PX79: Okupant X

Okupant X by Gary Panter (140x216mm)

This is a most curious book. It was published in 1979 by Diana’s Bimonthly Press, with a grant from the National Endowment of the Arts. It’s offset-printed (I think; very shiny ink) and stapled. I tried googling the publisher, and I’m finding things like:

And:

But nothing that says what the press actually was…

Anyway, the book is about Jimbo playing Occupant X in a play in Dal-Tokyo, and that’s the first of many references here to other works by Panter elsewhere.
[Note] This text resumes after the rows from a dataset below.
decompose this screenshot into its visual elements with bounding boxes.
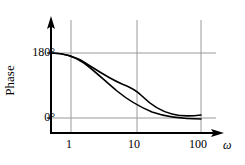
y-tick-label-180: 180° bbox=[32, 46, 55, 58]
x-tick-label-1: 1 bbox=[66, 138, 72, 150]
phase-bode-plot-figure: 180° 0° 1 10 100 ω Phase bbox=[0, 0, 245, 165]
y-axis-label: Phase bbox=[3, 55, 16, 107]
x-axis-label: ω bbox=[223, 139, 231, 151]
y-tick-label-0: 0° bbox=[44, 111, 55, 123]
x-tick-label-10: 10 bbox=[128, 138, 140, 150]
data-curves bbox=[51, 53, 201, 119]
plot-canvas bbox=[0, 0, 245, 165]
curve-asymptotic-phase bbox=[51, 53, 201, 116]
x-tick-label-100: 100 bbox=[189, 138, 207, 150]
Dal-Tokyo was a strip Panter published in the LA Reader starting in 1983, so this is before that.

The Jimbo-on-stage/text-below thing gives this a children’s book vibe, sort of.

Panter experiments with different rendering techniques, and on this spread, he’s doing an almost super-hero inking job with Jimbo’s hair.

We touch upon Invasion of the Elvis Zombies, published in 1984.

And this was used as the cover of Raw #3, published in 1981:

If Okupant X had been published later, then you’d think of it being very referential, but instead it seems like Panter would cannibalise ideas from it over the next few years? Or perhaps Dal Tokoy/Elvis were things that he had already started working on, and just included here, too?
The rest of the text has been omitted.